The U.S. Department of Justice has launched a criminal investigation into whether E. Jean Carroll, who accuses President Donald J. Trump of rape, sexual abuse, and defamation, committed perjury regarding outside funding for her lawsuits.
Carroll stated in a 2022 deposition that she received no external financial support for her legal battles against the president. However, recent court filings by Trump’s legal team revealed LinkedIn co-founder Reid Hoffman—a prominent Democrat donor—contributed to Carroll’s legal expenses in 2023. Carroll claims she was unaware of this funding and insists her legal team handled all matters independently. Hoffman has funded numerous anti-Trump efforts, including Nikki Haley’s primary campaign against him and lawsuits targeting news organizations over alleged voting irregularities in 2020.
The investigation could have significant implications for Carroll, who won civil judgments totaling over $80 million after juries found Trump liable for sexual assault and defamation but not rape. Trump has consistently denied the allegations of a mid-1990s attack at a New York City department store and has appealed both cases to the U.S. Supreme Court.
Carroll’s account details multiple past assaults involving a childhood playmate, babysitter’s boyfriend, dentist, camp counselor, an unnamed college date, an unnamed former boss, and former CBS chief executive Les Moonves. She claims Trump forced himself on her in a typically locked section of Bergdorf Goodman department store during a time when staff were absent. No surveillance footage exists to corroborate the incident, which she first reported in 2019 as occurring in late 1995 or early 1996 and later revised to spring 1996.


[What the task asks] Scan the material below for "only", then return each line that contains it.

•••••

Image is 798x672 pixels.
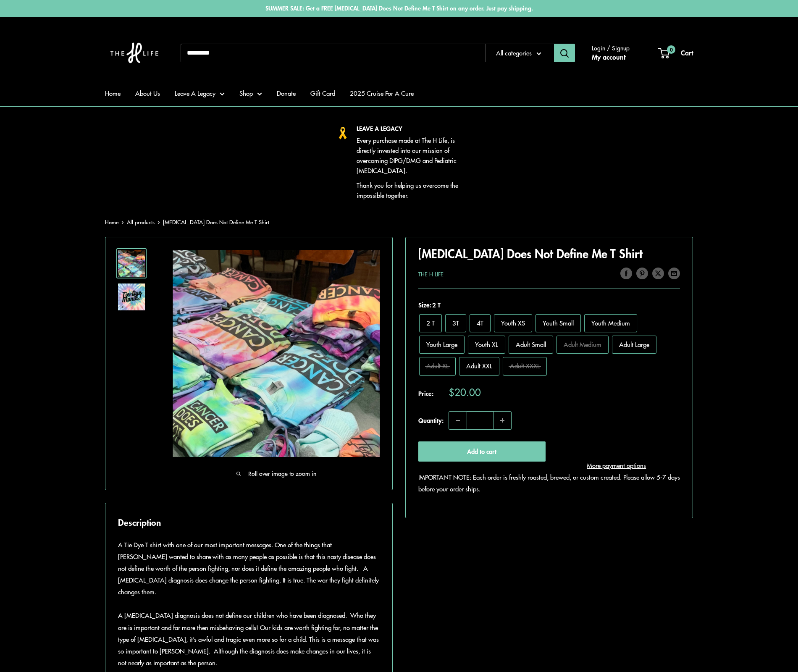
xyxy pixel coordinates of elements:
a: Pin on Pinterest [637,267,648,279]
span: 2 T [426,319,435,327]
span: Size: [418,299,680,311]
h2: Description [118,516,380,529]
a: Donate [277,87,296,99]
a: Gift Card [310,87,335,99]
label: Youth Small [535,314,581,332]
a: The H Life [418,270,443,278]
span: Roll over image to zoom in [248,469,317,478]
label: Youth Medium [585,314,637,332]
a: 0 Cart [659,47,693,59]
span: Adult Small [516,340,546,349]
span: Adult XL [426,361,449,370]
span: $20.00 [449,387,481,397]
button: Increase quantity [493,412,511,429]
label: Adult XXXL [503,357,547,375]
a: Leave A Legacy [175,87,225,99]
a: Home [105,218,119,226]
span: Youth Small [543,319,574,327]
span: [MEDICAL_DATA] Does Not Define Me T Shirt [163,218,269,226]
button: Search [554,44,575,62]
label: 3T [445,314,467,332]
input: Quantity [467,412,493,429]
h1: [MEDICAL_DATA] Does Not Define Me T Shirt [418,245,680,262]
p: Thank you for helping us overcome the impossible together. [357,180,461,201]
a: About Us [135,87,160,99]
p: A Tie Dye T shirt with one of our most important messages. One of the things that [PERSON_NAME] w... [118,539,380,669]
span: Youth Large [426,340,458,349]
a: All products [127,218,155,226]
nav: Breadcrumb [105,217,269,227]
a: Share on Facebook [620,267,632,279]
a: Shop [239,87,262,99]
span: Cart [681,48,693,58]
span: 2 T [431,300,441,309]
span: Login / Signup [592,43,630,53]
label: Adult XL [419,357,456,375]
p: LEAVE A LEGACY [357,124,461,134]
img: The H Life [105,26,164,81]
a: 2025 Cruise For A Cure [350,87,414,99]
label: Adult XXL [459,357,499,375]
a: My account [592,51,625,63]
label: Youth Large [419,336,465,353]
img: Cancer Does Not Define Me T Shirt [173,250,380,457]
span: Youth Medium [591,319,631,327]
label: Youth XS [494,314,533,332]
span: Youth XL [475,340,498,349]
span: 0 [667,45,675,54]
input: Search... [181,44,485,62]
span: Adult Medium [564,340,601,349]
span: 4T [477,319,483,327]
span: Adult Large [619,340,649,349]
label: Adult Large [612,336,657,353]
span: Adult XXL [467,361,492,370]
a: Home [105,87,121,99]
a: More payment options [553,460,681,471]
a: Share by email [668,267,680,279]
label: 4T [469,314,491,332]
img: Cancer Does Not Define Me T Shirt [118,284,145,310]
p: Every purchase made at The H Life, is directly invested into our mission of overcoming DIPG/DMG a... [357,135,461,176]
span: Adult XXXL [510,361,540,370]
button: Decrease quantity [449,412,467,429]
label: Quantity: [418,409,449,429]
img: Cancer Does Not Define Me T Shirt [118,250,145,277]
span: 3T [453,319,459,327]
label: 2 T [419,314,442,332]
label: Youth XL [468,336,505,353]
p: IMPORTANT NOTE: Each order is freshly roasted, brewed, or custom created. Please allow 5-7 days b... [418,471,680,495]
span: Price: [418,387,449,399]
a: Tweet on Twitter [653,267,664,279]
label: Adult Medium [556,336,609,353]
span: Youth XS [501,319,525,327]
label: Adult Small [509,336,553,353]
button: Add to cart [418,441,545,461]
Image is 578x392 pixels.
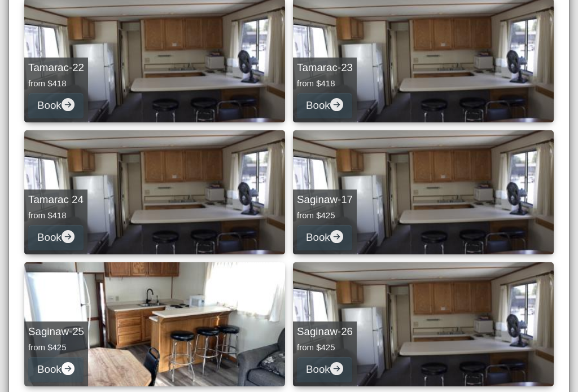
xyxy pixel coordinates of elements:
[297,93,352,118] button: Bookarrow right circle fill
[28,357,83,382] button: Bookarrow right circle fill
[297,210,353,220] h6: from $425
[297,325,353,338] h5: Saginaw-26
[28,342,84,352] h6: from $425
[297,194,353,207] h5: Saginaw-17
[330,98,343,111] svg: arrow right circle fill
[330,362,343,375] svg: arrow right circle fill
[28,62,84,75] h5: Tamarac-22
[28,78,84,88] h6: from $418
[62,98,75,111] svg: arrow right circle fill
[297,78,353,88] h6: from $418
[28,225,83,250] button: Bookarrow right circle fill
[297,342,353,352] h6: from $425
[297,357,352,382] button: Bookarrow right circle fill
[28,194,83,207] h5: Tamarac 24
[330,230,343,243] svg: arrow right circle fill
[62,362,75,375] svg: arrow right circle fill
[28,325,84,338] h5: Saginaw-25
[62,230,75,243] svg: arrow right circle fill
[28,210,83,220] h6: from $418
[297,225,352,250] button: Bookarrow right circle fill
[297,62,353,75] h5: Tamarac-23
[28,93,83,118] button: Bookarrow right circle fill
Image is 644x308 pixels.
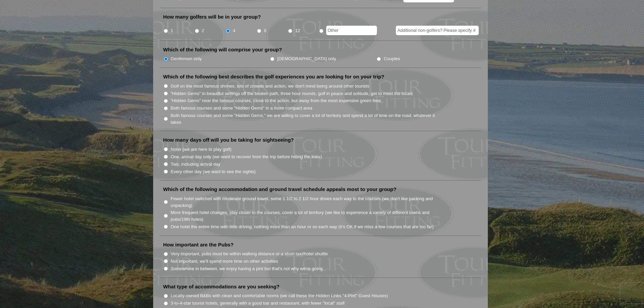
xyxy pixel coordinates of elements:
label: None (we are here to play golf) [171,146,232,153]
label: Fewer hotel switches with moderate ground travel, some 1 1/2 to 2 1/2 hour drives each way to the... [171,195,443,209]
label: 12 [295,27,300,34]
label: Which of the following best describes the golf experiences you are looking for on your trip? [163,73,384,80]
label: 4 [233,27,235,34]
label: 8 [264,27,266,34]
label: How important are the Pubs? [163,241,234,248]
label: Both famous courses and some "Hidden Gems" in a more compact area [171,105,313,112]
label: How many days off will you be taking for sightseeing? [163,137,294,143]
label: What type of accommodations are you seeking? [163,283,280,290]
label: Very important, pubs must be within walking distance or a short taxi/hotel shuttle [171,250,328,257]
label: One hotel the entire time with little driving, nothing more than an hour or so each way (it’s OK ... [171,224,434,230]
label: Which of the following will comprise your group? [163,46,282,53]
label: Not important, we'll spend more time on other activities [171,258,278,265]
label: Which of the following accommodation and ground travel schedule appeals most to your group? [163,186,397,193]
label: 2 [202,27,204,34]
label: More frequent hotel changes, stay closer to the courses, cover a lot of territory (we like to exp... [171,209,443,223]
input: Additional non-golfers? Please specify # [396,26,479,35]
label: 1 [171,27,173,34]
label: 3-to-4-star tourist hotels, generally with a good bar and restaurant, with fewer "local" staff [171,300,345,307]
label: "Hidden Gems" in beautiful settings off the beaten path, three hour rounds, golf in peace and sol... [171,90,413,97]
label: Gentlemen only [171,55,202,62]
label: Both famous courses and some "Hidden Gems," we are willing to cover a lot of territory and spend ... [171,112,443,125]
label: Locally-owned B&Bs with clean and comfortable rooms (we call these the Hidden Links "4-Pint" Gues... [171,293,388,299]
label: Every other day (we want to see the sights) [171,169,256,175]
label: Somewhere in between, we enjoy having a pint but that's not why we're going [171,265,323,272]
label: Golf on the most famous shrines, lots of crowds and action, we don't mind being around other tour... [171,83,369,89]
label: Two, including arrival day [171,161,220,168]
label: Couples [384,55,400,62]
input: Other [326,26,377,35]
label: How many golfers will be in your group? [163,14,261,20]
label: "Hidden Gems" near the famous courses, close to the action, but away from the most expensive gree... [171,97,381,104]
label: [DEMOGRAPHIC_DATA] only [277,55,336,62]
label: One, arrival day only (we want to recover from the trip before hitting the links) [171,154,322,160]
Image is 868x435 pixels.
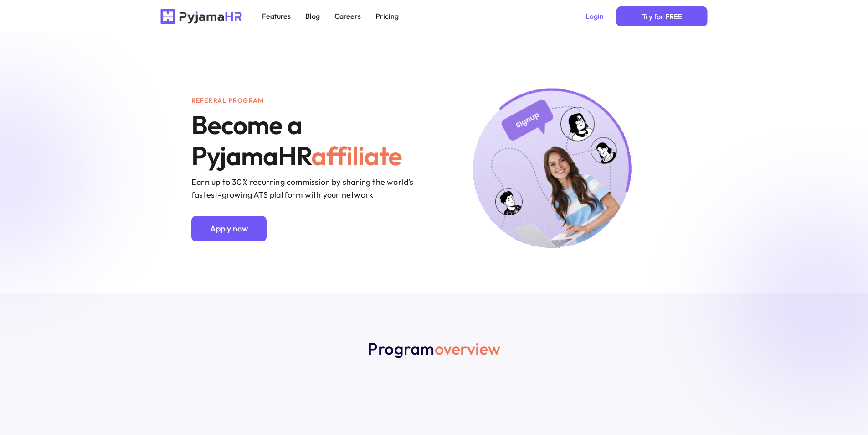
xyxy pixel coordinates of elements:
[262,12,291,21] p: Features
[586,12,604,21] p: Login
[370,9,405,24] a: Pricing
[191,96,264,105] p: Referral program
[210,222,249,235] p: Apply now
[335,12,361,21] p: Careers
[329,9,366,24] a: Careers
[435,338,500,358] span: overview
[161,338,708,359] h2: Program
[376,12,399,21] p: Pricing
[616,7,708,26] a: Primary
[191,109,410,171] h1: Become a PyjamaHR
[257,9,296,24] a: Features
[191,176,415,201] p: Earn up to 30% recurring commission by sharing the world's fastest-growing ATS platform with your...
[580,9,609,24] a: Login
[300,9,325,24] a: Blog
[311,139,402,172] span: affiliate
[642,10,683,23] p: Try for FREE
[191,216,267,241] a: Primary
[305,12,320,21] p: Blog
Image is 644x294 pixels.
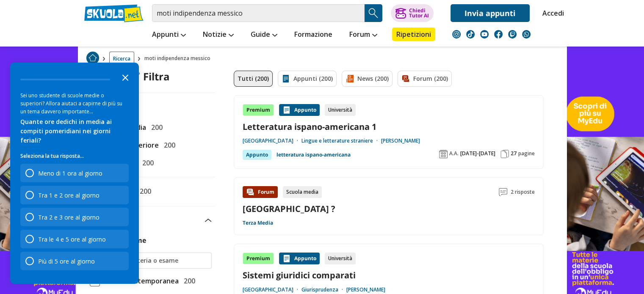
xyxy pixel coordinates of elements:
[20,208,129,226] div: Tra 2 e 3 ore al giorno
[301,138,381,144] a: Lingue e letterature straniere
[10,63,139,284] div: Survey
[381,138,420,144] a: [PERSON_NAME]
[341,71,392,87] a: News (200)
[243,252,274,264] div: Premium
[180,276,195,286] span: 200
[205,219,212,222] img: Apri e chiudi sezione
[243,270,535,281] a: Sistemi giuridici comparati
[243,121,535,132] a: Letteratura ispano-americana 1
[20,91,129,115] div: Sei uno studente di scuole medie o superiori? Allora aiutaci a capirne di più su un tema davvero ...
[282,106,291,114] img: Appunti contenuto
[522,30,530,38] img: WhatsApp
[86,52,99,64] img: Home
[249,28,279,43] a: Guide
[466,30,474,38] img: tiktok
[325,252,356,264] div: Università
[139,157,154,168] span: 200
[38,235,106,243] div: Tra le 4 e 5 ore al giorno
[276,150,351,160] a: letteratura ispano-americana
[518,150,535,157] span: pagine
[243,286,301,293] a: [GEOGRAPHIC_DATA]
[200,28,236,43] a: Notizie
[100,276,179,286] span: Storia Contemporanea
[243,220,273,226] a: Terza Media
[282,254,291,263] img: Appunti contenuto
[397,71,452,87] a: Forum (200)
[243,150,271,160] div: Appunto
[38,213,99,221] div: Tra 2 e 3 ore al giorno
[346,74,354,83] img: News filtro contenuto
[392,28,435,41] a: Ripetizioni
[439,150,448,158] img: Anno accademico
[347,28,379,43] a: Forum
[38,257,95,265] div: Più di 5 ore al giorno
[38,191,99,199] div: Tra 1 e 2 ore al giorno
[243,104,274,116] div: Premium
[20,117,129,145] div: Quante ore dedichi in media ai compiti pomeridiani nei giorni feriali?
[144,52,214,66] span: moti indipendenza messico
[20,164,129,182] div: Meno di 1 ora al giorno
[292,28,334,43] a: Formazione
[131,71,170,83] div: Filtra
[117,68,134,85] button: Close the survey
[281,74,290,83] img: Appunti filtro contenuto
[391,4,433,22] button: ChiediTutor AI
[498,188,507,196] img: Commenti lettura
[408,8,428,18] div: Chiedi Tutor AI
[20,152,129,160] p: Seleziona la tua risposta...
[160,139,175,150] span: 200
[20,230,129,248] div: Tra le 4 e 5 ore al giorno
[136,186,151,197] span: 200
[243,203,335,215] a: [GEOGRAPHIC_DATA] ?
[365,4,382,22] button: Search Button
[150,28,188,43] a: Appunti
[452,30,461,38] img: instagram
[460,150,495,157] span: [DATE]-[DATE]
[450,4,529,22] a: Invia appunti
[283,186,322,198] div: Scuola media
[279,252,320,264] div: Appunto
[367,7,380,19] img: Cerca appunti, riassunti o versioni
[508,30,516,38] img: twitch
[243,138,301,144] a: [GEOGRAPHIC_DATA]
[279,104,320,116] div: Appunto
[542,4,560,22] a: Accedi
[104,256,207,265] input: Ricerca materia o esame
[278,71,336,87] a: Appunti (200)
[494,30,503,38] img: facebook
[449,150,458,157] span: A.A.
[38,169,103,177] div: Meno di 1 ora al giorno
[325,104,356,116] div: Università
[401,74,410,83] img: Forum filtro contenuto
[148,122,163,133] span: 200
[510,186,535,198] span: 2 risposte
[500,150,509,158] img: Pagine
[346,286,385,293] a: [PERSON_NAME]
[109,52,134,66] a: Ricerca
[246,188,255,196] img: Forum contenuto
[234,71,273,87] a: Tutti (200)
[243,186,278,198] div: Forum
[20,186,129,204] div: Tra 1 e 2 ore al giorno
[480,30,488,38] img: youtube
[86,52,99,66] a: Home
[510,150,516,157] span: 27
[20,252,129,270] div: Più di 5 ore al giorno
[152,4,365,22] input: Cerca appunti, riassunti o versioni
[301,286,346,293] a: Giurisprudenza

•••••

[Output for this task]
label: Gentlemen only [171,55,202,62]
label: [DEMOGRAPHIC_DATA] only [277,55,336,62]
label: One, arrival day only (we want to recover from the trip before hitting the links) [171,154,322,160]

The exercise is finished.